How to Cut US Drug Prices Without Hurting Innovation

The price of Wegovy, Novo Nordisk’s blockbuster weight-loss drug, is $1,349 a month in the US; in Germany, it’s $328. The US price for Keytruda, a cancer treatment, is $191,000 a year; in Japan, it’s $44,000. The US pays three times more for branded prescription drugs, on average, than other rich countries. It certainly looks as though Americans are getting a bad deal.

The White House wants to narrow this discrepancy. On Monday, health officials announced a plan that would more closely align US prices with those abroad. It might be an idea worth trying — if executed properly.

Policymakers have spent decades trying to lower drug prices. Most have sought incremental reforms that fail to address the root of the problem: Thanks to an accident of history, most Americans get health insurance from their employers, not the government. As a result, the US is the only developed nation that doesn’t negotiate drug prices directly. Worried that a large government buyer would suppress innovation, Congress banned Medicare from bargaining over drug prices in 2003.

To be clear, that concern was well-founded: High drug prices are one reason the US has become a global leader in medical innovation. Some of the most important advancements in the field — from lifesaving cancer treatments to gene-editing therapies — originated in America, helped along by taxpayer-subsidized research.

Yet the lack of a single government buyer has created two main problems.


> Task instructions: Nothing in the records may be left out; restate them word for word.

=== Dataset records ===

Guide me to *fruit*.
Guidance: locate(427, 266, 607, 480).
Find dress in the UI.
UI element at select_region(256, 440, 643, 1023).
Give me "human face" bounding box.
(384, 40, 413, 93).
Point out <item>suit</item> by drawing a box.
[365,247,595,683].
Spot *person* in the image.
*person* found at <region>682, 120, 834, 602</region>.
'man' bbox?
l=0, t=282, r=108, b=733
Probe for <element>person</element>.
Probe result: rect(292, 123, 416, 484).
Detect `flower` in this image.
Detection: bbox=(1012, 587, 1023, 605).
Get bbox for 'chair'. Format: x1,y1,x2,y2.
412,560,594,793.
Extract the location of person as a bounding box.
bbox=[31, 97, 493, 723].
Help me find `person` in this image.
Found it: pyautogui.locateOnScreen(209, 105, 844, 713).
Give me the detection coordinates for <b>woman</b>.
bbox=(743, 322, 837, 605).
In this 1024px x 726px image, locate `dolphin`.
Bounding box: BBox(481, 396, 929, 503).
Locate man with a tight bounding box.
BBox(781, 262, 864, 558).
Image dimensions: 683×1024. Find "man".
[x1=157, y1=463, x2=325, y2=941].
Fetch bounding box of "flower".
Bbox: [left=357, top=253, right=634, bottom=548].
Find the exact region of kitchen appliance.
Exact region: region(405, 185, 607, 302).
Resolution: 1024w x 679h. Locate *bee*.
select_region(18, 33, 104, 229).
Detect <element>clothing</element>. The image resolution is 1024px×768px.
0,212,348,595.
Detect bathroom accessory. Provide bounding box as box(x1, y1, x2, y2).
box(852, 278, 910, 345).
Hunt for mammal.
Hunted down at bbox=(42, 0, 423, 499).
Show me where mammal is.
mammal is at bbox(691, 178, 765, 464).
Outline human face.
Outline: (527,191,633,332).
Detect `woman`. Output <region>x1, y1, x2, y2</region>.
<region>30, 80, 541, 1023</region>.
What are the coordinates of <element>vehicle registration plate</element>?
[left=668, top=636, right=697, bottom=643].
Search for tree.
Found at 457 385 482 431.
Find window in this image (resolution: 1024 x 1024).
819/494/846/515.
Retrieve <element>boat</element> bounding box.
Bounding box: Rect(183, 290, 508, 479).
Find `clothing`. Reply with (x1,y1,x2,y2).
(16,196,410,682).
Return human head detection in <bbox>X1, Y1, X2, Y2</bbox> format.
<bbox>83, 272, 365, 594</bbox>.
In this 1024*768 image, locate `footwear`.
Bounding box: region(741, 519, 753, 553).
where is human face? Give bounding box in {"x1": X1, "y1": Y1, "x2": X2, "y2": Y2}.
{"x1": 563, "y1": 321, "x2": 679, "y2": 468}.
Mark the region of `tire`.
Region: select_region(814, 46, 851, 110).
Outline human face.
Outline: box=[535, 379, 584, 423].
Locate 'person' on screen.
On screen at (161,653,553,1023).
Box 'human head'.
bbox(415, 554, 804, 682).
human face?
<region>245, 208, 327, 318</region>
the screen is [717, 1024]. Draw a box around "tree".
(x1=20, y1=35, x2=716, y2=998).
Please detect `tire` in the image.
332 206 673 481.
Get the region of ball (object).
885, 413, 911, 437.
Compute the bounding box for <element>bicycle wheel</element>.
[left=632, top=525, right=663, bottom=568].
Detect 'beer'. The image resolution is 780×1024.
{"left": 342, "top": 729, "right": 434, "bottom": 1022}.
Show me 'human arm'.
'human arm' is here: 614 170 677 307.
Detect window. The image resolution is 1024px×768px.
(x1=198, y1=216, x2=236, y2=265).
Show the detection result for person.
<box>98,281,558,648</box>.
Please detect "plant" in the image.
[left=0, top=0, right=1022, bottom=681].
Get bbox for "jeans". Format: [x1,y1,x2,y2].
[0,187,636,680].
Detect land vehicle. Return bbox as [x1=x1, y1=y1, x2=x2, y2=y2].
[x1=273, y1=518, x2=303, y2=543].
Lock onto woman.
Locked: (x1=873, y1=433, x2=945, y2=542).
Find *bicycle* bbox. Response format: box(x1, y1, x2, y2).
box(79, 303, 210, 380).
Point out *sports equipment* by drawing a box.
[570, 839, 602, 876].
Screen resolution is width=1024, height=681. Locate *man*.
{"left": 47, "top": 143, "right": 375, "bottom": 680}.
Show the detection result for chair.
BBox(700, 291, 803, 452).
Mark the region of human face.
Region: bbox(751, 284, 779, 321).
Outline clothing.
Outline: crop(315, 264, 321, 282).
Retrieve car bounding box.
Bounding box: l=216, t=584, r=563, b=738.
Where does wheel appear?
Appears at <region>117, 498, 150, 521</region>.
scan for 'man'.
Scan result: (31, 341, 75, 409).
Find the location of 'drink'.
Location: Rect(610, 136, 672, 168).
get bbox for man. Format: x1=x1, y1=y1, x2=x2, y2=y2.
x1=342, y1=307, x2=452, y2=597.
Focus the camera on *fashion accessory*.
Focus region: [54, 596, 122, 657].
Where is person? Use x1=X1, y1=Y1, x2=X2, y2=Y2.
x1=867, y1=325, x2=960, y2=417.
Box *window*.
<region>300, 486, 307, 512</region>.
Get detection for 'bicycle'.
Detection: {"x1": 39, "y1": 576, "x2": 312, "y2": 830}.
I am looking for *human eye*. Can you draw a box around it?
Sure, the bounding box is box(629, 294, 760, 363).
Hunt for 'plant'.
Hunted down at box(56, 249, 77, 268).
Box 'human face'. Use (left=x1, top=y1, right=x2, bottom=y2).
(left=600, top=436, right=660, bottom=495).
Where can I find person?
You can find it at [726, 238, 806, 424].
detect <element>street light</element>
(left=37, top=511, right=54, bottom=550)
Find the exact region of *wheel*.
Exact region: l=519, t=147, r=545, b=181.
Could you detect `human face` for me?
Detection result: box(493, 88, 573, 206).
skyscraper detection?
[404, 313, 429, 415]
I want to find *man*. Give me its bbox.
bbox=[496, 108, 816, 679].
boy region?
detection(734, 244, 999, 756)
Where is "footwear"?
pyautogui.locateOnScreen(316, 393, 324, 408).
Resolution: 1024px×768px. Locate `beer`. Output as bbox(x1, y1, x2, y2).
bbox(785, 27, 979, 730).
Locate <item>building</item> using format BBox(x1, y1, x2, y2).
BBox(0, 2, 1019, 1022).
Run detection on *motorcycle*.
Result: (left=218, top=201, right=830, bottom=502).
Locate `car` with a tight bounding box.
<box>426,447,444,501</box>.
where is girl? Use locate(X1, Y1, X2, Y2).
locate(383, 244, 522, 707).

===

> Output for this exercise:
Guide me to *fruit*.
Guidance: locate(427, 266, 607, 480).
Find dress in the UI.
UI element at select_region(256, 440, 643, 1023).
Give me "human face" bounding box.
(384, 40, 413, 93).
Point out <item>suit</item> by drawing a box.
[365,247,595,683].
Spot *person* in the image.
*person* found at <region>682, 120, 834, 602</region>.
'man' bbox?
l=0, t=282, r=108, b=733
Probe for <element>person</element>.
Probe result: rect(292, 123, 416, 484).
Detect `flower` in this image.
Detection: bbox=(1012, 587, 1023, 605).
Get bbox for 'chair'. Format: x1,y1,x2,y2.
412,560,594,793.
Extract the location of person as a bounding box.
bbox=[31, 97, 493, 723].
Help me find `person` in this image.
Found it: pyautogui.locateOnScreen(209, 105, 844, 713).
Give me the detection coordinates for <b>woman</b>.
bbox=(743, 322, 837, 605).
In this 1024px x 726px image, locate `dolphin`.
Bounding box: BBox(481, 396, 929, 503).
Locate man with a tight bounding box.
BBox(781, 262, 864, 558).
Image dimensions: 683×1024. Find "man".
[x1=157, y1=463, x2=325, y2=941].
Fetch bounding box of "flower".
Bbox: [left=357, top=253, right=634, bottom=548].
Find the exact region of kitchen appliance.
Exact region: region(405, 185, 607, 302).
Resolution: 1024w x 679h. Locate *bee*.
select_region(18, 33, 104, 229).
Detect <element>clothing</element>. The image resolution is 1024px×768px.
0,212,348,595.
Detect bathroom accessory. Provide bounding box as box(x1, y1, x2, y2).
box(852, 278, 910, 345).
Hunt for mammal.
Hunted down at bbox=(42, 0, 423, 499).
Show me where mammal is.
mammal is at bbox(691, 178, 765, 464).
Outline human face.
Outline: (527,191,633,332).
Detect `woman`. Output <region>x1, y1, x2, y2</region>.
<region>30, 80, 541, 1023</region>.
What are the coordinates of <element>vehicle registration plate</element>?
[left=668, top=636, right=697, bottom=643].
Search for tree.
Found at 457 385 482 431.
Find window in this image (resolution: 1024 x 1024).
819/494/846/515.
Retrieve <element>boat</element> bounding box.
Bounding box: Rect(183, 290, 508, 479).
Find `clothing`. Reply with (x1,y1,x2,y2).
(16,196,410,682).
Return human head detection in <bbox>X1, Y1, X2, Y2</bbox> format.
<bbox>83, 272, 365, 594</bbox>.
In this 1024*768 image, locate `footwear`.
Bounding box: region(741, 519, 753, 553).
where is human face? Give bounding box in {"x1": X1, "y1": Y1, "x2": X2, "y2": Y2}.
{"x1": 563, "y1": 321, "x2": 679, "y2": 468}.
Mark the region of `tire`.
Region: select_region(814, 46, 851, 110).
Outline human face.
Outline: box=[535, 379, 584, 423].
Locate 'person' on screen.
On screen at (161,653,553,1023).
Box 'human head'.
bbox(415, 554, 804, 682).
human face?
<region>245, 208, 327, 318</region>
the screen is [717, 1024]. Draw a box around "tree".
(x1=20, y1=35, x2=716, y2=998).
Please detect `tire` in the image.
332 206 673 481.
Get the region of ball (object).
885, 413, 911, 437.
Compute the bounding box for <element>bicycle wheel</element>.
[left=632, top=525, right=663, bottom=568].
Detect 'beer'. The image resolution is 780×1024.
{"left": 342, "top": 729, "right": 434, "bottom": 1022}.
Show me 'human arm'.
'human arm' is here: 614 170 677 307.
Detect window. The image resolution is 1024px×768px.
(x1=198, y1=216, x2=236, y2=265).
Show the detection result for person.
<box>98,281,558,648</box>.
Please detect "plant" in the image.
[left=0, top=0, right=1022, bottom=681].
Get bbox for "jeans". Format: [x1,y1,x2,y2].
[0,187,636,680].
Detect land vehicle. Return bbox as [x1=x1, y1=y1, x2=x2, y2=y2].
[x1=273, y1=518, x2=303, y2=543].
Lock onto woman.
Locked: (x1=873, y1=433, x2=945, y2=542).
Find *bicycle* bbox. Response format: box(x1, y1, x2, y2).
box(79, 303, 210, 380).
Point out *sports equipment* by drawing a box.
[570, 839, 602, 876].
Screen resolution is width=1024, height=681. Locate *man*.
{"left": 47, "top": 143, "right": 375, "bottom": 680}.
Show the detection result for chair.
BBox(700, 291, 803, 452).
Mark the region of human face.
Region: bbox(751, 284, 779, 321).
Outline clothing.
Outline: crop(315, 264, 321, 282).
Retrieve car bounding box.
Bounding box: l=216, t=584, r=563, b=738.
Where does wheel appear?
Appears at <region>117, 498, 150, 521</region>.
scan for 'man'.
Scan result: (31, 341, 75, 409).
Find the location of 'drink'.
Location: Rect(610, 136, 672, 168).
get bbox for man. Format: x1=x1, y1=y1, x2=x2, y2=y2.
x1=342, y1=307, x2=452, y2=597.
Focus the camera on *fashion accessory*.
Focus region: [54, 596, 122, 657].
Where is person? Use x1=X1, y1=Y1, x2=X2, y2=Y2.
x1=867, y1=325, x2=960, y2=417.
Box *window*.
<region>300, 486, 307, 512</region>.
Get detection for 'bicycle'.
Detection: {"x1": 39, "y1": 576, "x2": 312, "y2": 830}.
I am looking for *human eye*. Can you draw a box around it?
Sure, the bounding box is box(629, 294, 760, 363).
Hunt for 'plant'.
Hunted down at box(56, 249, 77, 268).
Box 'human face'. Use (left=x1, top=y1, right=x2, bottom=y2).
(left=600, top=436, right=660, bottom=495).
Where can I find person?
You can find it at [726, 238, 806, 424].
detect <element>street light</element>
(left=37, top=511, right=54, bottom=550)
Find the exact region of *wheel*.
Exact region: l=519, t=147, r=545, b=181.
Could you detect `human face` for me?
Detection result: box(493, 88, 573, 206).
skyscraper detection?
[404, 313, 429, 415]
I want to find *man*. Give me its bbox.
bbox=[496, 108, 816, 679].
boy region?
detection(734, 244, 999, 756)
Where is "footwear"?
pyautogui.locateOnScreen(316, 393, 324, 408).
Resolution: 1024px×768px. Locate `beer`. Output as bbox(x1, y1, x2, y2).
bbox(785, 27, 979, 730).
Locate <item>building</item> using format BBox(x1, y1, x2, y2).
BBox(0, 2, 1019, 1022).
Run detection on *motorcycle*.
Result: (left=218, top=201, right=830, bottom=502).
Locate `car` with a tight bounding box.
<box>426,447,444,501</box>.
where is girl? Use locate(X1, Y1, X2, Y2).
locate(383, 244, 522, 707).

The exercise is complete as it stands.